Monday, October 12, 2009

And then the rug got pulled out from under me...

This past week has made me realize just how tenuous a hold I have on all these balls.

The Fall is our busy time: as previously posted, it is a time of multiple birthdays, wedding anniversaries, Halloween and Thanksgiving. This is also the first Fall I have been stretched to learn how to juggle two children under three, a preschool schedule, skating lessons across town, and the usual complement of family and friends.

We lead a good life. We lead a full life. But sometimes, something comes around when you're least expecting it, and punches you square in the gut.

I am winded and reeling.

Big-A had a stroke at birth. We went through two neo-natal wards and for the first three months of his life he was on anti-seizure medication, with visits to specialists once a week. We became fast friends with the Burnaby IDP and the Children's Hospital stroke unit, both of these organizations I take my hat off to. We were surrounded by a "team" of pediatric physiotherapists, speech and language pathologists, pediatricians, audiologists and others. All of which to say that Big-A did very well out of the process, made a lot of friends, and for all intents and purposes, looks and behaves perfectly normal today. When I tell others of his birth story, the usual reaction is to fall of the chair and exclaim "THAT child!? No way!!!".

The Burnaby Infant Development Program shepherds children until they are three years old. Between three and five, they are either picked up by the Centre For Abilities or left in a no-man's land of private funding and giant cracks.

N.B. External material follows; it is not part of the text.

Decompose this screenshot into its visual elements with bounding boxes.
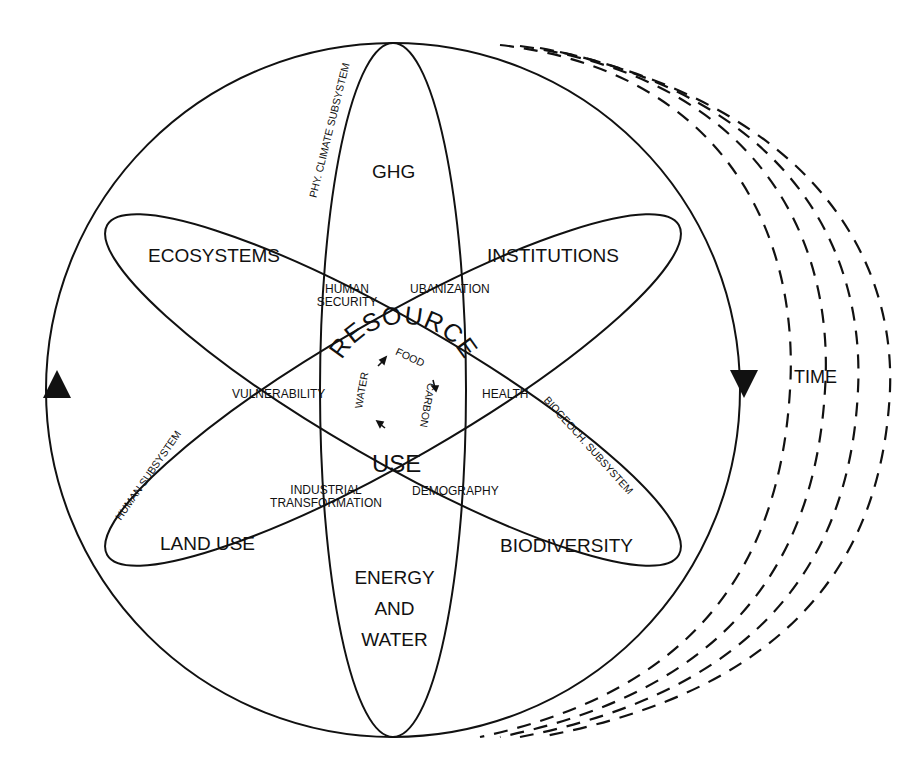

Once they reach school-age, the system can then recapture them and provide care workers, physiotherapists or others on an as-needed, funding available basis.

As part of turning three, Big-A was subjected to two major tests recently: the 36-month standardized test by the Burnaby IDP and a private, 1.5 hour assessment by our pediatric physiotherapist, Brenda.

The news we received not only pushed me off my unicycle, but snatched all the balls out of the air and kicked me in the gut.

According to the 36-month assessment, Big-A is hitting all of his 'target' marks and doing swimmingly. According to Brenda, he is still exhibiting a 20-25% tonal difference from his left to his right side, (stroke was on the left side of his brain, ergo his function is affected on the right side), and no longer a 2-3 degree head tilt but now a 5-7 degree head tilt. She has seen patients like him before, and in her expert opinion believes that we must work as hard and as fast as we can with him in order to re-route his neural pathways around his addled stroke-y ones and provide him with stronger, new ones before he gets too old. The brain is ever-developing at his age, you see, and the sooner you can re-establish new routes and habits, the better. Thus, he may not be exhibiting any issues with physical/mental/intellectual challenges now, but he may in the future, if we do not seize the opportunity as often and as intensely as possible right now.

(insert kick in the gut here)

I thought we were doing really well with Big-A. I thought we had vastly improved his physio to the point where his stroke was invisible, receding, even to the background, and just a hazy infant memory.

Nope.

It looks like we are going to be faced with this for life. This is not going to be something, (according to expert opinion), we are ever going to be rid of. We could be going along, thank you very much just fine and normal, when one day, when Big-A is called upon to do something new, he is not able to do it, and we are reminded that oh yeah, we almost lost you when you were born, and you and your mom almost died, and there is an ever-present, ever tangible reminder of that always.

And now, we need to craft a physio schedule of at least once a week, in between just being a kid, and having a little brother, and maybe taking in a friend for daycare, and possibly a couple of students to help with the bills, and right now, I need to just dive in under the covers and just hide. I need to take a minute to feel that kick, to feel all that blossoming black and blue bruising to my solar plexus, and I need to mourn just being normal.

And then I can get up, regroup, plan all sorts of awesome (yet fun) physio tasks for you and your friends and your little brother to do, and enroll you in all sorts of classes that will equalize your strength and find your balance, and do it in a kid-friendly way so you don't even know you are doing the work that is being asked of you, and we can try and just be normal again.

But for now, I need to just take a minute.